Senate Advances GUARD Act to Ban AI Companions for Minors
The Senate Judiciary Committee unanimously advanced the GUARD Act to ban AI companion chatbots for minors, while Senator Ted Cruz proposed a rival parental-control bill.
The Senate Judiciary Committee voted 22-0 on April 30, 2026, to advance the Guidelines for User Age-verification and Responsible Dialogue (GUARD) Act. Sponsored by Josh Hawley and Mark Warner, the legislation would ban AI companion chatbots for minors and require providers to verify ages through government identification. It criminalizes chatbots that encourage minors to engage in suicide or sexually explicit behavior and imposes $100,000 penalties for bots promoting physical violence. Chatbots under this law must disclose their non-human status every 30 minutes and are prohibited from claiming to be licensed professionals.
In a competing approach, Senate Commerce Chair Ted Cruz introduced the Children’s Health, Advancement, Trust, Boundaries, and Oversight in Technology (CHATBOT) Act on April 29. Rather than requiring age verification, Cruz's bill focuses on parental empowerment through mandatory family accounts for children under 13 and optional accounts for teens. This framework grants parents control over privacy settings, time limits, and conversation records while prohibiting the use of minors' data for targeted advertising.
Both bills face opposition from the industry group NetChoice, which argues that the measures violate First Amendment rights and create security risks by requiring sensitive identification. Additionally, House ranking member Frank Pallone Jr. warned that the parental control mechanisms in the CHATBOT Act could endanger children in abusive households by granting parents complete access to their teens' online activities.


▸ Problem statement
In the records that follow, count the lines where the string "their" appears, and give the count with nothing added.

(Data to examine Opens)

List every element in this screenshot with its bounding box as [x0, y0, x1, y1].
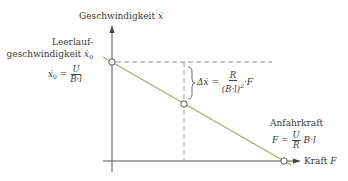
start-force-formula: F = UR B·l [272, 131, 316, 150]
y-axis-title: Geschwindigkeit ẋ [79, 11, 163, 22]
idle-speed-label-line2: geschwindigkeit ẋ0 [7, 49, 93, 62]
idle-speed-point [109, 59, 115, 65]
x-axis-arrow-icon [293, 159, 301, 164]
delta-speed-formula: Δẋ = R(B·l)2·F [197, 71, 253, 94]
operating-point [181, 101, 187, 107]
idle-speed-label-line1: Leerlauf- [52, 37, 93, 48]
delta-brace [188, 67, 195, 99]
diagram-canvas [0, 0, 348, 181]
start-force-label: Anfahrkraft [270, 118, 323, 129]
start-force-point [281, 158, 287, 164]
idle-speed-formula: ẋ0 = UB·l [48, 65, 82, 84]
x-axis-title: Kraft F [304, 156, 336, 167]
y-axis-arrow-icon [110, 25, 115, 33]
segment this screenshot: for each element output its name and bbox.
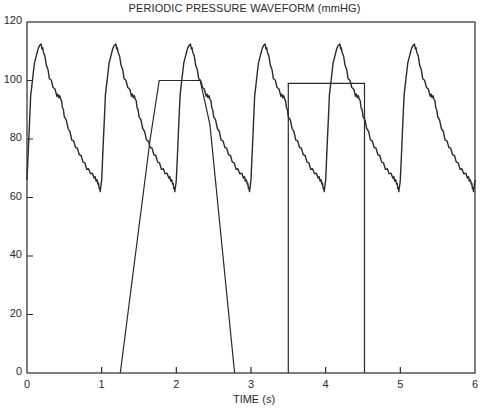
x-axis-title: TIME (s): [214, 393, 294, 405]
y-tick-label: 60: [0, 190, 22, 202]
x-tick-label: 2: [166, 378, 186, 390]
pressure-waveform-line: [27, 44, 475, 192]
x-tick-label: 5: [390, 378, 410, 390]
y-tick-label: 120: [0, 14, 22, 26]
x-tick-label: 1: [92, 378, 112, 390]
trapezoid-pulse-line: [120, 81, 234, 374]
chart-title: PERIODIC PRESSURE WAVEFORM (mmHG): [0, 2, 489, 14]
y-tick-label: 100: [0, 73, 22, 85]
x-tick-label: 4: [316, 378, 336, 390]
x-tick-label: 6: [465, 378, 485, 390]
x-tick-label: 3: [241, 378, 261, 390]
y-tick-label: 40: [0, 248, 22, 260]
axis-ticks: [27, 81, 400, 374]
rectangular-pulse-line: [288, 83, 364, 373]
y-tick-label: 80: [0, 131, 22, 143]
chart-canvas: [0, 0, 489, 410]
x-tick-label: 0: [17, 378, 37, 390]
y-tick-label: 20: [0, 307, 22, 319]
y-tick-label: 0: [0, 365, 22, 377]
plot-frame: [27, 22, 475, 373]
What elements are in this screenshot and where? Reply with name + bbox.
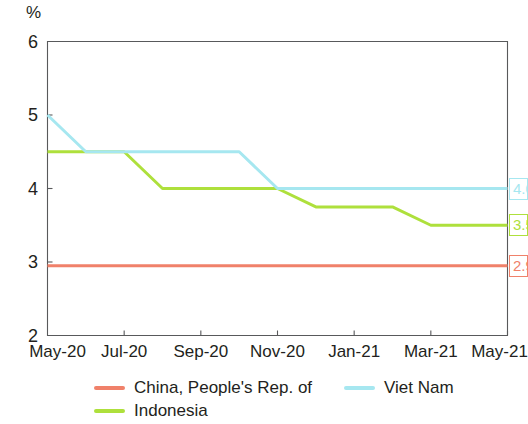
end-value-label-indonesia: 3.5	[509, 214, 528, 236]
x-axis-tick-label: Mar-21	[404, 342, 458, 362]
series-line-2	[48, 115, 508, 189]
end-value-label-viet-nam: 4.0	[509, 178, 528, 200]
end-value-label-china: 2.9	[509, 255, 528, 277]
legend-item-china: China, People's Rep. of	[94, 378, 312, 398]
legend-item-viet-nam: Viet Nam	[344, 378, 454, 398]
x-axis-tick-label: Jan-21	[328, 342, 380, 362]
legend-label: China, People's Rep. of	[134, 378, 312, 398]
legend-swatch-icon	[344, 386, 375, 390]
chart-legend: China, People's Rep. of Indonesia Viet N…	[0, 376, 528, 424]
line-chart: % 6 5 4 3 2 4.0 3.5 2.9 May-20 Jul-20 Se…	[0, 0, 528, 424]
legend-label: Indonesia	[134, 401, 208, 421]
series-lines	[48, 115, 508, 266]
legend-label: Viet Nam	[384, 378, 454, 398]
x-axis-tick-label: May-21	[471, 342, 528, 362]
legend-swatch-icon	[94, 386, 125, 390]
x-axis-tick-label: Nov-20	[250, 342, 305, 362]
legend-swatch-icon	[94, 409, 125, 413]
x-axis-tick-label: May-20	[29, 342, 86, 362]
x-axis-tick-label: Sep-20	[173, 342, 228, 362]
x-axis-tick-label: Jul-20	[101, 342, 147, 362]
legend-item-indonesia: Indonesia	[94, 401, 208, 421]
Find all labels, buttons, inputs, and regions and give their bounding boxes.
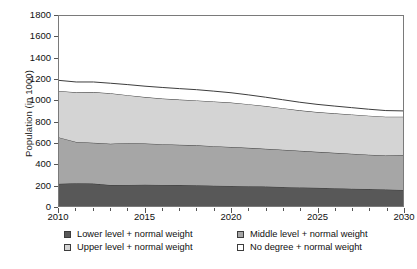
x-minor-tick-mark [93, 208, 94, 211]
legend-entry[interactable]: Middle level + normal weight [231, 229, 404, 240]
y-tick-label: 1200 [11, 74, 51, 84]
x-tick-label: 2020 [206, 211, 256, 222]
legend-entry[interactable]: Upper level + normal weight [64, 242, 231, 253]
y-tick-label: 400 [11, 159, 51, 169]
y-tick-label: 600 [11, 138, 51, 148]
x-tick-label: 2030 [379, 211, 417, 222]
y-tick-label: 1400 [11, 53, 51, 63]
x-minor-tick-mark [179, 208, 180, 211]
area-series-svg [59, 16, 403, 206]
legend-label: No degree + normal weight [250, 242, 362, 253]
y-tick-label: 200 [11, 181, 51, 191]
x-minor-tick-mark [283, 208, 284, 211]
legend-swatch-icon [64, 244, 71, 251]
legend-swatch-icon [64, 231, 71, 238]
legend-label: Lower level + normal weight [77, 229, 193, 240]
y-axis-title: Population (in 1000) [23, 24, 34, 204]
x-tick-label: 2015 [120, 211, 170, 222]
y-tick-label: 1800 [11, 10, 51, 20]
plot-area [58, 15, 404, 207]
x-minor-tick-mark [266, 208, 267, 211]
x-minor-tick-mark [352, 208, 353, 211]
legend-entry[interactable]: Lower level + normal weight [64, 229, 231, 240]
legend-row: Upper level + normal weightNo degree + n… [64, 241, 404, 254]
x-minor-tick-mark [196, 208, 197, 211]
x-tick-label: 2010 [33, 211, 83, 222]
y-tick-label: 1000 [11, 95, 51, 105]
legend-entry[interactable]: No degree + normal weight [231, 242, 404, 253]
legend-label: Upper level + normal weight [77, 242, 193, 253]
x-minor-tick-mark [110, 208, 111, 211]
legend-swatch-icon [237, 244, 244, 251]
x-tick-label: 2025 [293, 211, 343, 222]
legend-label: Middle level + normal weight [250, 229, 368, 240]
legend-swatch-icon [237, 231, 244, 238]
chart-legend: Lower level + normal weightMiddle level … [64, 228, 404, 254]
stacked-area-chart: Population (in 1000) 1800160014001200100… [0, 0, 417, 269]
legend-row: Lower level + normal weightMiddle level … [64, 228, 404, 241]
y-tick-label: 1600 [11, 31, 51, 41]
x-minor-tick-mark [369, 208, 370, 211]
y-tick-label: 800 [11, 117, 51, 127]
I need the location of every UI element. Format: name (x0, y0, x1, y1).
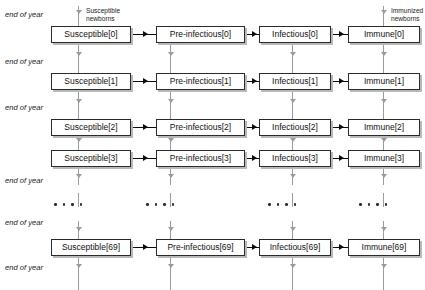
newborn-inflow-label-line1: Susceptible (86, 7, 120, 15)
end-of-year-label: end of year (5, 218, 43, 227)
ellipsis-dots-immune (359, 203, 387, 206)
newborn-inflow-label-susceptible: Susceptiblenewborns (86, 7, 120, 23)
end-of-year-label: end of year (5, 10, 43, 19)
end-of-year-label: end of year (5, 263, 43, 272)
ellipsis-dot (277, 203, 280, 206)
label-layer: end of yearend of yearend of yearend of … (0, 0, 425, 290)
ellipsis-dot (54, 203, 57, 206)
flow-diagram: Susceptible[0]Pre-infectious[0]Infectiou… (0, 0, 425, 290)
ellipsis-dot (163, 203, 166, 206)
ellipsis-dot (268, 203, 271, 206)
ellipsis-dot (376, 203, 379, 206)
ellipsis-dot (294, 203, 297, 206)
ellipsis-dot (146, 203, 149, 206)
ellipsis-dot (385, 203, 388, 206)
ellipsis-dot (71, 203, 74, 206)
newborn-inflow-label-line1: Immunized (391, 7, 423, 15)
ellipsis-dot (63, 203, 66, 206)
ellipsis-dot (155, 203, 158, 206)
newborn-inflow-label-immune: Immunizednewborns (391, 7, 423, 23)
ellipsis-dot (359, 203, 362, 206)
ellipsis-dot (80, 203, 83, 206)
newborn-inflow-label-line2: newborns (86, 15, 120, 23)
end-of-year-label: end of year (5, 176, 43, 185)
ellipsis-dot (172, 203, 175, 206)
end-of-year-label: end of year (5, 57, 43, 66)
ellipsis-dots-infectious (268, 203, 296, 206)
ellipsis-dot (368, 203, 371, 206)
ellipsis-dot (285, 203, 288, 206)
ellipsis-dots-pre-infectious (146, 203, 174, 206)
end-of-year-label: end of year (5, 103, 43, 112)
newborn-inflow-label-line2: newborns (391, 15, 423, 23)
ellipsis-dots-susceptible (54, 203, 82, 206)
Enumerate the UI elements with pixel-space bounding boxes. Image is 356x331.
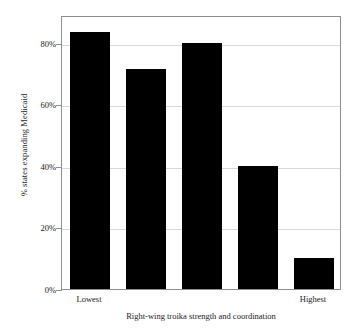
- bar-chart-figure: % states expanding Medicaid 0%20%40%60%8…: [0, 0, 356, 331]
- bar: [126, 69, 166, 289]
- x-tick-label: Lowest: [61, 294, 117, 305]
- bar: [238, 166, 278, 289]
- plot-area: [61, 16, 341, 290]
- y-tick-mark: [56, 290, 62, 291]
- y-tick-label: 80%: [10, 39, 56, 49]
- y-tick-label: 0%: [10, 285, 56, 295]
- bar: [70, 32, 110, 289]
- y-tick-label: 20%: [10, 223, 56, 233]
- bar: [182, 43, 222, 289]
- y-tick-label: 60%: [10, 100, 56, 110]
- x-axis-title: Right-wing troika strength and coordinat…: [61, 311, 341, 322]
- bar: [294, 258, 334, 289]
- y-tick-label: 40%: [10, 162, 56, 172]
- x-tick-label: Highest: [285, 294, 341, 305]
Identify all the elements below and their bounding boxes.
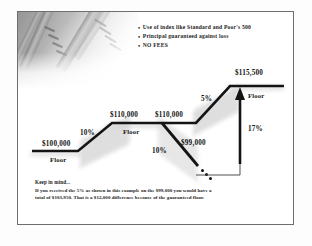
footnote-block: Keep in mind... If you received the 5% a…: [35, 179, 270, 202]
footnote-line-2: total of $103,950. That is a $12,000 dif…: [35, 194, 270, 202]
label-final-value: $115,500: [235, 69, 263, 77]
label-start-floor: Floor: [50, 156, 66, 163]
label-peak1-value: $110,000: [110, 111, 138, 119]
slide-canvas: • Use of index like Standard and Poor's …: [0, 0, 312, 246]
label-decline-value: $99,000: [181, 139, 206, 147]
decline-dot: [205, 173, 208, 176]
label-arrow-percent: 17%: [248, 125, 263, 133]
label-start-value: $100,000: [42, 140, 71, 148]
footnote-heading: Keep in mind...: [35, 179, 270, 185]
label-peak1-floor: Floor: [123, 128, 139, 135]
label-decline-percent: 10%: [152, 147, 167, 155]
label-gain1-percent: 10%: [80, 129, 95, 137]
label-peak2-value: $110,000: [155, 111, 183, 119]
label-final-floor: Floor: [248, 92, 264, 99]
decline-dot: [201, 169, 204, 172]
footnote-line-1: If you received the 5% as shown in this …: [35, 187, 270, 195]
gain-arrow-head-icon: [235, 87, 245, 100]
measurement-bracket: [196, 163, 240, 175]
label-gain2-percent: 5%: [201, 95, 212, 103]
slide-frame: • Use of index like Standard and Poor's …: [17, 11, 294, 225]
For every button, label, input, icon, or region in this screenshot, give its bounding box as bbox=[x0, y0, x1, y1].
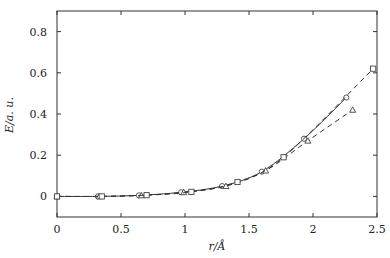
chart: 00.511.522.500.20.40.60.8 r/Å E/a. u. bbox=[0, 0, 390, 258]
series-triangle bbox=[54, 107, 356, 199]
y-tick-label: 0.2 bbox=[30, 149, 48, 162]
square-marker bbox=[144, 193, 149, 198]
square-marker bbox=[99, 194, 104, 199]
y-axis-label: E/a. u. bbox=[3, 97, 16, 134]
series-line bbox=[57, 98, 346, 197]
y-tick-label: 0 bbox=[40, 190, 47, 203]
x-tick-label: 2 bbox=[310, 223, 317, 236]
x-tick-label: 1.5 bbox=[240, 223, 258, 236]
x-tick-label: 1 bbox=[182, 223, 189, 236]
series-line bbox=[57, 110, 353, 197]
series-layer bbox=[54, 66, 376, 199]
triangle-marker bbox=[350, 107, 356, 112]
x-tick-label: 0 bbox=[54, 223, 61, 236]
square-marker bbox=[54, 194, 59, 199]
y-tick-label: 0.8 bbox=[30, 26, 48, 39]
x-axis-label: r/Å bbox=[209, 239, 226, 253]
square-marker bbox=[371, 66, 376, 71]
square-marker bbox=[235, 179, 240, 184]
y-tick-label: 0.4 bbox=[30, 108, 48, 121]
axis-ticks: 00.511.522.500.20.40.60.8 bbox=[30, 11, 386, 236]
x-tick-label: 2.5 bbox=[368, 223, 386, 236]
square-marker bbox=[189, 189, 194, 194]
series-line bbox=[57, 69, 373, 197]
y-tick-label: 0.6 bbox=[30, 67, 48, 80]
series-square bbox=[54, 66, 375, 199]
square-marker bbox=[281, 155, 286, 160]
series-circle bbox=[54, 95, 348, 199]
x-tick-label: 0.5 bbox=[112, 223, 130, 236]
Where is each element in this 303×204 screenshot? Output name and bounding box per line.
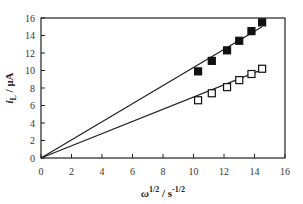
- x-tick-label: 2: [69, 166, 74, 177]
- open-square-marker: [208, 90, 215, 97]
- x-tick-label: 12: [219, 166, 229, 177]
- filled-square-marker: [259, 19, 266, 26]
- filled-square-marker: [248, 28, 255, 35]
- open-square-marker: [236, 77, 243, 84]
- y-tick-label: 4: [30, 118, 35, 129]
- data-points: [195, 19, 266, 104]
- y-tick-label: 6: [30, 100, 35, 111]
- y-axis-title: iL / μA: [3, 72, 18, 103]
- x-tick-label: 16: [280, 166, 290, 177]
- chart-svg: 0246810121416 0246810121416 ω1/2 / s-1/2…: [0, 0, 303, 204]
- x-axis-title: ω1/2 / s-1/2: [141, 185, 185, 199]
- y-tick-label: 10: [25, 65, 35, 76]
- filled-square-marker: [224, 47, 231, 54]
- x-tick-label: 14: [250, 166, 260, 177]
- x-tick-label: 6: [130, 166, 135, 177]
- open-square-marker: [224, 84, 231, 91]
- y-tick-label: 14: [25, 30, 35, 41]
- y-tick-label: 8: [30, 83, 35, 94]
- y-axis-ticks: 0246810121416: [25, 13, 45, 164]
- open-square-marker: [248, 71, 255, 78]
- x-tick-label: 10: [189, 166, 199, 177]
- x-tick-label: 4: [100, 166, 105, 177]
- open-square-marker: [195, 97, 202, 104]
- open-square-marker: [259, 65, 266, 72]
- x-tick-label: 8: [161, 166, 166, 177]
- x-tick-label: 0: [39, 166, 44, 177]
- y-tick-label: 16: [25, 13, 35, 24]
- fit-line: [41, 70, 262, 158]
- filled-square-marker: [208, 57, 215, 64]
- y-tick-label: 12: [25, 48, 35, 59]
- y-tick-label: 0: [30, 153, 35, 164]
- filled-square-marker: [236, 37, 243, 44]
- filled-square-marker: [195, 68, 202, 75]
- y-tick-label: 2: [30, 135, 35, 146]
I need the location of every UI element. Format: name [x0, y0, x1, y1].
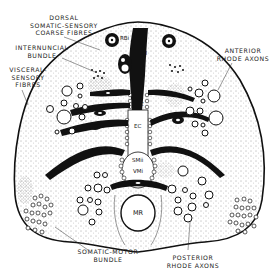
label-ji: JI	[144, 50, 147, 56]
label-visceral-sensory: VISCERAL- SENSORY FIBRES	[6, 66, 50, 89]
label-mr: MR	[133, 210, 143, 216]
label-rbii: RBii	[133, 65, 144, 71]
label-internuncial-bundle: INTERNUNCIAL BUNDLE	[10, 44, 74, 59]
label-posterior-rhode-axons: POSTERIOR RHODE AXONS	[155, 254, 231, 269]
cord-section-drawing	[0, 0, 276, 277]
label-smii: SMii	[132, 157, 143, 163]
label-somatic-motor-bundle: SOMATIC-MOTOR BUNDLE	[75, 248, 141, 263]
label-mc: MC	[135, 101, 144, 107]
label-vmi: VMi	[133, 168, 143, 174]
label-dorsal-somatic-sensory: DORSAL SOMATIC-SENSORY COARSE FIBRES	[18, 14, 110, 37]
label-rbi: RBi	[120, 35, 129, 41]
spinal-cord-diagram: DORSAL SOMATIC-SENSORY COARSE FIBRES INT…	[0, 0, 276, 277]
label-ec: EC	[134, 123, 141, 129]
label-anterior-rhode-axons: ANTERIOR RHODE AXONS	[210, 47, 276, 62]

(Data to examine Closes)

▸ Task solution
2